| The first excerpt represents the element of Air. It speaks of mental influences and the process of thought, and is drawn from The Troll Garden and Selected Stories by Willa Cather: researches led him occasionally to visit the studios of
Treffinger's friends and erstwhile disciples, he found their
Treffinger manner fading as the ring of Treffinger's personality
died out in them. One by one they were stealing back into the
fold of national British art; the hand that had wound them up was
still. MacMaster despaired of them and confined himself more and
more exclusively to the studio, to such of Treffinger's letters
as were available--they were for the most part singularly negative
and colorless--and to his interrogation of Treffinger's man.
He could not himself have traced the successive steps
by which he was gradually admitted into James's confidence.
 The Troll Garden and Selected Stories |
The second excerpt represents the element of Fire. It speaks of emotional influences and base passions, and is drawn from Parmenides by Plato: once, and this, while it is one, will never happen.
No.
Then the one cannot touch itself any more than it can be two?
It cannot.
Neither can it touch others.
Why not?
The reason is, that whatever is to touch another must be in separation
from, and next to, that which it is to touch, and no third thing can be
between them.
True.
Two things, then, at the least are necessary to make contact possible?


* [What needs to be done]:
Filter the lines below, keeping each one that holds "this".

[Dataset rows about figures]
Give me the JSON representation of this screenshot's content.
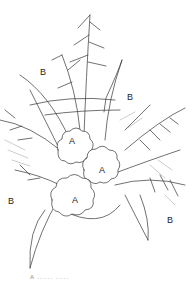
{
  "figure": {
    "type": "botanical line drawing",
    "labels": [
      {
        "id": "B1",
        "text": "B",
        "x": 45,
        "y": 72
      },
      {
        "id": "B2",
        "text": "B",
        "x": 129,
        "y": 92
      },
      {
        "id": "A1",
        "text": "A",
        "x": 70,
        "y": 136
      },
      {
        "id": "A2",
        "text": "A",
        "x": 100,
        "y": 166
      },
      {
        "id": "A3",
        "text": "A",
        "x": 73,
        "y": 197
      },
      {
        "id": "B3",
        "text": "B",
        "x": 8,
        "y": 198
      },
      {
        "id": "B4",
        "text": "B",
        "x": 167,
        "y": 215
      }
    ],
    "caption": "A    ......    ....."
  }
}
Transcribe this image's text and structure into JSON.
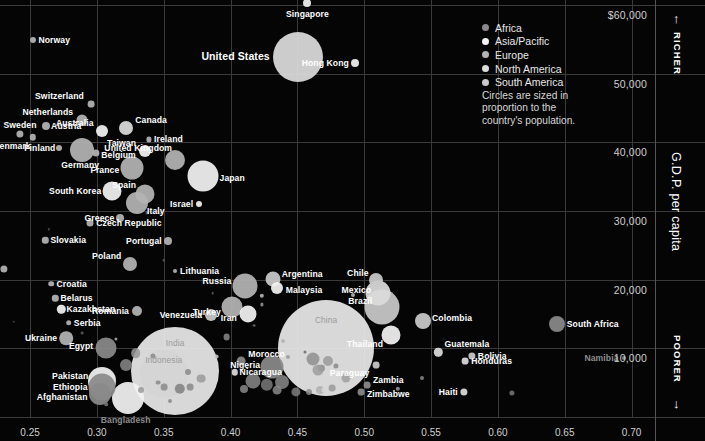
{
  "chart_data": {
    "type": "scatter",
    "title": "",
    "xlabel": "",
    "ylabel": "G.D.P. per capita",
    "xlim": [
      0.2275,
      0.7175
    ],
    "ylim": [
      0,
      60700
    ],
    "grid": true,
    "xticks": [
      0.25,
      0.3,
      0.35,
      0.4,
      0.45,
      0.5,
      0.55,
      0.6,
      0.65,
      0.7
    ],
    "xtick_labels": [
      "0.25",
      "0.30",
      "0.35",
      "0.40",
      "0.45",
      "0.50",
      "0.55",
      "0.60",
      "0.65",
      "0.70"
    ],
    "yticks": [
      60000,
      50000,
      40000,
      30000,
      20000,
      10000
    ],
    "ytick_labels": [
      "$60,000",
      "50,000",
      "40,000",
      "30,000",
      "20,000",
      "10,000"
    ],
    "y_axis_caption_top": "RICHER",
    "y_axis_caption_bottom": "POORER",
    "arrow_up": "↑",
    "arrow_down": "↓",
    "size_note": "Circles are sized in proportion to the country's population.",
    "legend_position": "top-right",
    "legend": [
      {
        "label": "Africa",
        "color": "#8a8a8a"
      },
      {
        "label": "Asia/Pacific",
        "color": "#f2f2f2"
      },
      {
        "label": "Europe",
        "color": "#b4b4b4"
      },
      {
        "label": "North America",
        "color": "#dcdcdc"
      },
      {
        "label": "South America",
        "color": "#c9c9c9"
      }
    ],
    "points": [
      {
        "name": "Singapore",
        "x": 0.4575,
        "y": 60200,
        "r": 4.0,
        "color": "#f2f2f2",
        "lx": 0,
        "ly": 11,
        "la": "c"
      },
      {
        "name": "Norway",
        "x": 0.2525,
        "y": 54900,
        "r": 3.0,
        "color": "#b4b4b4",
        "lx": 5,
        "ly": 0,
        "la": "l"
      },
      {
        "name": "United States",
        "x": 0.4503,
        "y": 52400,
        "r": 25.0,
        "color": "#dcdcdc",
        "lx": -28,
        "ly": -1,
        "la": "r",
        "big": true
      },
      {
        "name": "Hong Kong",
        "x": 0.493,
        "y": 51500,
        "r": 4.0,
        "color": "#f2f2f2",
        "lx": -6,
        "ly": 0,
        "la": "r"
      },
      {
        "name": "Switzerland",
        "x": 0.2955,
        "y": 45500,
        "r": 3.4,
        "color": "#b4b4b4",
        "lx": -7,
        "ly": -8,
        "la": "r"
      },
      {
        "name": "Netherlands",
        "x": 0.289,
        "y": 43300,
        "r": 5.5,
        "color": "#b4b4b4",
        "lx": -9,
        "ly": -8,
        "la": "r"
      },
      {
        "name": "Austria",
        "x": 0.262,
        "y": 42300,
        "r": 4.0,
        "color": "#b4b4b4",
        "lx": 5,
        "ly": 0,
        "la": "l"
      },
      {
        "name": "Australia",
        "x": 0.3035,
        "y": 41700,
        "r": 6.0,
        "color": "#f2f2f2",
        "lx": -8,
        "ly": -8,
        "la": "r"
      },
      {
        "name": "Canada",
        "x": 0.322,
        "y": 42000,
        "r": 7.0,
        "color": "#dcdcdc",
        "lx": 9,
        "ly": -8,
        "la": "l"
      },
      {
        "name": "Sweden",
        "x": 0.2425,
        "y": 41200,
        "r": 3.6,
        "color": "#b4b4b4",
        "lx": 0,
        "ly": -9,
        "la": "c"
      },
      {
        "name": "Denmark",
        "x": 0.252,
        "y": 40700,
        "r": 3.2,
        "color": "#b4b4b4",
        "lx": -2,
        "ly": 9,
        "la": "r"
      },
      {
        "name": "Ireland",
        "x": 0.339,
        "y": 40400,
        "r": 2.6,
        "color": "#b4b4b4",
        "lx": 5,
        "ly": 0,
        "la": "l"
      },
      {
        "name": "Finland",
        "x": 0.272,
        "y": 39100,
        "r": 3.0,
        "color": "#b4b4b4",
        "lx": -4,
        "ly": 0,
        "la": "r"
      },
      {
        "name": "Germany",
        "x": 0.289,
        "y": 38800,
        "r": 12.0,
        "color": "#b4b4b4",
        "lx": -2,
        "ly": 15,
        "la": "c"
      },
      {
        "name": "Belgium",
        "x": 0.2995,
        "y": 38400,
        "r": 3.6,
        "color": "#b4b4b4",
        "lx": 5,
        "ly": 2,
        "la": "l"
      },
      {
        "name": "Taiwan",
        "x": 0.336,
        "y": 38700,
        "r": 6.0,
        "color": "#f2f2f2",
        "lx": -9,
        "ly": -8,
        "la": "r"
      },
      {
        "name": "United Kingdom",
        "x": 0.3585,
        "y": 37400,
        "r": 10.0,
        "color": "#b4b4b4",
        "lx": -3,
        "ly": -12,
        "la": "r"
      },
      {
        "name": "France",
        "x": 0.3265,
        "y": 36300,
        "r": 11.5,
        "color": "#b4b4b4",
        "lx": -13,
        "ly": 2,
        "la": "r"
      },
      {
        "name": "Japan",
        "x": 0.379,
        "y": 35100,
        "r": 15.5,
        "color": "#f2f2f2",
        "lx": 17,
        "ly": 2,
        "la": "l"
      },
      {
        "name": "South Korea",
        "x": 0.3115,
        "y": 32900,
        "r": 9.5,
        "color": "#f2f2f2",
        "lx": -11,
        "ly": 0,
        "la": "r"
      },
      {
        "name": "Spain",
        "x": 0.336,
        "y": 32400,
        "r": 9.5,
        "color": "#b4b4b4",
        "lx": -9,
        "ly": -9,
        "la": "r"
      },
      {
        "name": "Italy",
        "x": 0.33,
        "y": 31100,
        "r": 11.0,
        "color": "#b4b4b4",
        "lx": 10,
        "ly": 8,
        "la": "l"
      },
      {
        "name": "Israel",
        "x": 0.3765,
        "y": 31000,
        "r": 3.0,
        "color": "#f2f2f2",
        "lx": -6,
        "ly": 0,
        "la": "r"
      },
      {
        "name": "Greece",
        "x": 0.3175,
        "y": 29000,
        "r": 4.0,
        "color": "#b4b4b4",
        "lx": -6,
        "ly": 0,
        "la": "r"
      },
      {
        "name": "Czech Republic",
        "x": 0.295,
        "y": 28300,
        "r": 3.5,
        "color": "#b4b4b4",
        "lx": 6,
        "ly": 0,
        "la": "l"
      },
      {
        "name": "Slovakia",
        "x": 0.2615,
        "y": 25700,
        "r": 3.2,
        "color": "#b4b4b4",
        "lx": 5,
        "ly": 0,
        "la": "l"
      },
      {
        "name": "Portugal",
        "x": 0.353,
        "y": 25600,
        "r": 4.0,
        "color": "#b4b4b4",
        "lx": -6,
        "ly": 0,
        "la": "r"
      },
      {
        "name": "Poland",
        "x": 0.325,
        "y": 22200,
        "r": 7.0,
        "color": "#b4b4b4",
        "lx": -9,
        "ly": -8,
        "la": "r"
      },
      {
        "name": "Hungary",
        "x": 0.2305,
        "y": 21500,
        "r": 3.6,
        "color": "#b4b4b4",
        "lx": -5,
        "ly": 0,
        "la": "r"
      },
      {
        "name": "Lithuania",
        "x": 0.3585,
        "y": 21300,
        "r": 2.0,
        "color": "#b4b4b4",
        "lx": 5,
        "ly": 0,
        "la": "l"
      },
      {
        "name": "Argentina",
        "x": 0.4315,
        "y": 20100,
        "r": 7.5,
        "color": "#c9c9c9",
        "lx": 9,
        "ly": -5,
        "la": "l"
      },
      {
        "name": "Chile",
        "x": 0.5085,
        "y": 19900,
        "r": 7.0,
        "color": "#c9c9c9",
        "lx": -7,
        "ly": -7,
        "la": "r"
      },
      {
        "name": "Croatia",
        "x": 0.266,
        "y": 19400,
        "r": 2.8,
        "color": "#b4b4b4",
        "lx": 5,
        "ly": 0,
        "la": "l"
      },
      {
        "name": "Russia",
        "x": 0.411,
        "y": 19100,
        "r": 12.5,
        "color": "#b4b4b4",
        "lx": -14,
        "ly": -5,
        "la": "r"
      },
      {
        "name": "Malaysia",
        "x": 0.4345,
        "y": 18800,
        "r": 6.0,
        "color": "#f2f2f2",
        "lx": 9,
        "ly": 2,
        "la": "l"
      },
      {
        "name": "Mexico",
        "x": 0.5105,
        "y": 18100,
        "r": 12.5,
        "color": "#dcdcdc",
        "lx": -7,
        "ly": -3,
        "la": "r"
      },
      {
        "name": "Belarus",
        "x": 0.269,
        "y": 17300,
        "r": 3.2,
        "color": "#b4b4b4",
        "lx": 5,
        "ly": 0,
        "la": "l"
      },
      {
        "name": "Brazil",
        "x": 0.5135,
        "y": 16000,
        "r": 17.5,
        "color": "#c9c9c9",
        "lx": -10,
        "ly": -6,
        "la": "r"
      },
      {
        "name": "Turkey",
        "x": 0.401,
        "y": 16000,
        "r": 10.5,
        "color": "#b4b4b4",
        "lx": -11,
        "ly": 5,
        "la": "r"
      },
      {
        "name": "Kazakhstan",
        "x": 0.2735,
        "y": 15700,
        "r": 4.2,
        "color": "#f2f2f2",
        "lx": 5,
        "ly": 0,
        "la": "l"
      },
      {
        "name": "Romania",
        "x": 0.33,
        "y": 15400,
        "r": 5.0,
        "color": "#b4b4b4",
        "lx": -8,
        "ly": 0,
        "la": "r"
      },
      {
        "name": "Iran",
        "x": 0.413,
        "y": 15000,
        "r": 8.5,
        "color": "#f2f2f2",
        "lx": -11,
        "ly": 4,
        "la": "r"
      },
      {
        "name": "Venezuela",
        "x": 0.3855,
        "y": 14800,
        "r": 6.0,
        "color": "#c9c9c9",
        "lx": -9,
        "ly": 0,
        "la": "r"
      },
      {
        "name": "Colombia",
        "x": 0.544,
        "y": 14000,
        "r": 8.0,
        "color": "#c9c9c9",
        "lx": 9,
        "ly": -3,
        "la": "l"
      },
      {
        "name": "Serbia",
        "x": 0.279,
        "y": 13700,
        "r": 2.8,
        "color": "#b4b4b4",
        "lx": 5,
        "ly": 0,
        "la": "l"
      },
      {
        "name": "South Africa",
        "x": 0.644,
        "y": 13600,
        "r": 8.0,
        "color": "#8a8a8a",
        "lx": 10,
        "ly": 0,
        "la": "l"
      },
      {
        "name": "Thailand",
        "x": 0.52,
        "y": 12000,
        "r": 9.5,
        "color": "#f2f2f2",
        "lx": -8,
        "ly": 9,
        "la": "r"
      },
      {
        "name": "Ukraine",
        "x": 0.277,
        "y": 11500,
        "r": 6.8,
        "color": "#b4b4b4",
        "lx": -9,
        "ly": 0,
        "la": "r"
      },
      {
        "name": "China",
        "x": 0.4715,
        "y": 10000,
        "r": 48.0,
        "color": "#e8e8e8",
        "lx": 0,
        "ly": -28,
        "la": "c",
        "inner": true
      },
      {
        "name": "Egypt",
        "x": 0.307,
        "y": 10100,
        "r": 10.5,
        "color": "#8a8a8a",
        "lx": -13,
        "ly": -2,
        "la": "r"
      },
      {
        "name": "Guatemala",
        "x": 0.5555,
        "y": 9400,
        "r": 4.2,
        "color": "#dcdcdc",
        "lx": 6,
        "ly": -8,
        "la": "l"
      },
      {
        "name": "Bolivia",
        "x": 0.5805,
        "y": 8900,
        "r": 3.6,
        "color": "#c9c9c9",
        "lx": 6,
        "ly": 0,
        "la": "l"
      },
      {
        "name": "Namibia",
        "x": 0.694,
        "y": 8600,
        "r": 2.0,
        "color": "#8a8a8a",
        "lx": -5,
        "ly": 0,
        "la": "r",
        "dim": true
      },
      {
        "name": "Honduras",
        "x": 0.5755,
        "y": 8100,
        "r": 3.4,
        "color": "#dcdcdc",
        "lx": 6,
        "ly": 0,
        "la": "l"
      },
      {
        "name": "India",
        "x": 0.3585,
        "y": 6700,
        "r": 44.0,
        "color": "#e8e8e8",
        "lx": 0,
        "ly": -28,
        "la": "c",
        "inner": true
      },
      {
        "name": "Morocco",
        "x": 0.408,
        "y": 8100,
        "r": 4.4,
        "color": "#8a8a8a",
        "lx": 7,
        "ly": -7,
        "la": "l"
      },
      {
        "name": "Nigeria",
        "x": 0.431,
        "y": 7300,
        "r": 11.5,
        "color": "#8a8a8a",
        "lx": -12,
        "ly": -2,
        "la": "r"
      },
      {
        "name": "Paraguay",
        "x": 0.509,
        "y": 7600,
        "r": 3.4,
        "color": "#c9c9c9",
        "lx": -7,
        "ly": 8,
        "la": "r"
      },
      {
        "name": "Indonesia",
        "x": 0.35,
        "y": 6300,
        "r": 24.0,
        "color": "#d4d4d4",
        "lx": 0,
        "ly": -14,
        "la": "c",
        "inner": true
      },
      {
        "name": "Nicaragua",
        "x": 0.403,
        "y": 6500,
        "r": 3.2,
        "color": "#dcdcdc",
        "lx": 5,
        "ly": 0,
        "la": "l"
      },
      {
        "name": "Zambia",
        "x": 0.502,
        "y": 4700,
        "r": 3.4,
        "color": "#8a8a8a",
        "lx": 6,
        "ly": -5,
        "la": "l"
      },
      {
        "name": "Pakistan",
        "x": 0.304,
        "y": 5300,
        "r": 14.0,
        "color": "#f2f2f2",
        "lx": -14,
        "ly": -5,
        "la": "r"
      },
      {
        "name": "Ethiopia",
        "x": 0.3035,
        "y": 4300,
        "r": 13.5,
        "color": "#8a8a8a",
        "lx": -14,
        "ly": 0,
        "la": "r"
      },
      {
        "name": "Afghanistan",
        "x": 0.302,
        "y": 3400,
        "r": 11.0,
        "color": "#8a8a8a",
        "lx": -12,
        "ly": 3,
        "la": "r"
      },
      {
        "name": "Zimbabwe",
        "x": 0.4975,
        "y": 3600,
        "r": 3.4,
        "color": "#8a8a8a",
        "lx": 6,
        "ly": 2,
        "la": "l"
      },
      {
        "name": "Haiti",
        "x": 0.5745,
        "y": 3700,
        "r": 3.6,
        "color": "#dcdcdc",
        "lx": -6,
        "ly": 0,
        "la": "r"
      },
      {
        "name": "Bangladesh",
        "x": 0.323,
        "y": 2800,
        "r": 16.0,
        "color": "#f2f2f2",
        "lx": -2,
        "ly": 22,
        "la": "c",
        "dim": true
      }
    ],
    "unlabeled_points": [
      {
        "x": 0.3375,
        "y": 29700,
        "r": 1.5,
        "color": "#6a6a6a"
      },
      {
        "x": 0.347,
        "y": 29600,
        "r": 1.4,
        "color": "#6a6a6a"
      },
      {
        "x": 0.264,
        "y": 27300,
        "r": 1.2,
        "color": "#4a4a4a"
      },
      {
        "x": 0.35,
        "y": 22800,
        "r": 1.3,
        "color": "#5a5a5a"
      },
      {
        "x": 0.3865,
        "y": 18000,
        "r": 1.3,
        "color": "#5a5a5a"
      },
      {
        "x": 0.238,
        "y": 13900,
        "r": 1.2,
        "color": "#4a4a4a"
      },
      {
        "x": 0.4235,
        "y": 17600,
        "r": 2.2,
        "color": "#c0c0c0"
      },
      {
        "x": 0.4235,
        "y": 16400,
        "r": 1.6,
        "color": "#9a9a9a"
      },
      {
        "x": 0.4175,
        "y": 13300,
        "r": 1.4,
        "color": "#7a7a7a"
      },
      {
        "x": 0.439,
        "y": 11000,
        "r": 2.0,
        "color": "#b0b0b0"
      },
      {
        "x": 0.397,
        "y": 11600,
        "r": 3.4,
        "color": "#8a8a8a"
      },
      {
        "x": 0.3895,
        "y": 8800,
        "r": 2.4,
        "color": "#c9c9c9"
      },
      {
        "x": 0.443,
        "y": 8800,
        "r": 2.0,
        "color": "#9a9a9a"
      },
      {
        "x": 0.456,
        "y": 9400,
        "r": 1.5,
        "color": "#6a6a6a"
      },
      {
        "x": 0.4725,
        "y": 8200,
        "r": 5.0,
        "color": "#9a9a9a"
      },
      {
        "x": 0.4615,
        "y": 8400,
        "r": 6.5,
        "color": "#8f8f8f"
      },
      {
        "x": 0.468,
        "y": 7100,
        "r": 3.2,
        "color": "#8a8a8a"
      },
      {
        "x": 0.4655,
        "y": 6900,
        "r": 5.5,
        "color": "#9d9d9d"
      },
      {
        "x": 0.4785,
        "y": 7400,
        "r": 2.6,
        "color": "#8a8a8a"
      },
      {
        "x": 0.486,
        "y": 5700,
        "r": 4.5,
        "color": "#a0a0a0"
      },
      {
        "x": 0.476,
        "y": 4200,
        "r": 3.4,
        "color": "#9a9a9a"
      },
      {
        "x": 0.467,
        "y": 4000,
        "r": 4.0,
        "color": "#b0b0b0"
      },
      {
        "x": 0.47,
        "y": 3900,
        "r": 2.6,
        "color": "#d8d8d8"
      },
      {
        "x": 0.459,
        "y": 3600,
        "r": 3.0,
        "color": "#8a8a8a"
      },
      {
        "x": 0.449,
        "y": 3700,
        "r": 4.6,
        "color": "#7f7f7f"
      },
      {
        "x": 0.4385,
        "y": 5100,
        "r": 7.0,
        "color": "#8a8a8a"
      },
      {
        "x": 0.4345,
        "y": 3900,
        "r": 4.4,
        "color": "#8a8a8a"
      },
      {
        "x": 0.427,
        "y": 4700,
        "r": 6.2,
        "color": "#7a7a7a"
      },
      {
        "x": 0.4165,
        "y": 5300,
        "r": 7.5,
        "color": "#8a8a8a"
      },
      {
        "x": 0.41,
        "y": 4100,
        "r": 4.0,
        "color": "#8a8a8a"
      },
      {
        "x": 0.378,
        "y": 5600,
        "r": 4.4,
        "color": "#9a9a9a"
      },
      {
        "x": 0.37,
        "y": 4400,
        "r": 3.4,
        "color": "#8a8a8a"
      },
      {
        "x": 0.368,
        "y": 6600,
        "r": 3.0,
        "color": "#8a8a8a"
      },
      {
        "x": 0.362,
        "y": 4100,
        "r": 5.2,
        "color": "#7f7f7f"
      },
      {
        "x": 0.35,
        "y": 4300,
        "r": 3.4,
        "color": "#8a8a8a"
      },
      {
        "x": 0.346,
        "y": 5000,
        "r": 2.4,
        "color": "#8a8a8a"
      },
      {
        "x": 0.342,
        "y": 8900,
        "r": 2.6,
        "color": "#8a8a8a"
      },
      {
        "x": 0.329,
        "y": 9300,
        "r": 4.8,
        "color": "#9a9a9a"
      },
      {
        "x": 0.3215,
        "y": 7600,
        "r": 6.0,
        "color": "#8a8a8a"
      },
      {
        "x": 0.333,
        "y": 4000,
        "r": 3.0,
        "color": "#9a9a9a"
      },
      {
        "x": 0.3145,
        "y": 11400,
        "r": 1.6,
        "color": "#b0b0b0"
      },
      {
        "x": 0.289,
        "y": 12200,
        "r": 1.4,
        "color": "#5a5a5a"
      },
      {
        "x": 0.525,
        "y": 4100,
        "r": 2.2,
        "color": "#9a9a9a"
      },
      {
        "x": 0.543,
        "y": 5700,
        "r": 2.0,
        "color": "#8a8a8a"
      },
      {
        "x": 0.6105,
        "y": 3500,
        "r": 2.6,
        "color": "#7a7a7a"
      },
      {
        "x": 0.4915,
        "y": 17700,
        "r": 2.0,
        "color": "#c0c0c0"
      },
      {
        "x": 0.3545,
        "y": 2400,
        "r": 2.0,
        "color": "#8a8a8a"
      },
      {
        "x": 0.307,
        "y": 1900,
        "r": 1.8,
        "color": "#7a7a7a"
      }
    ]
  }
}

* [Output of the exercise]:
Give me the JSON representation of this screenshot's content.
Transcribe this image's text and structure into JSON.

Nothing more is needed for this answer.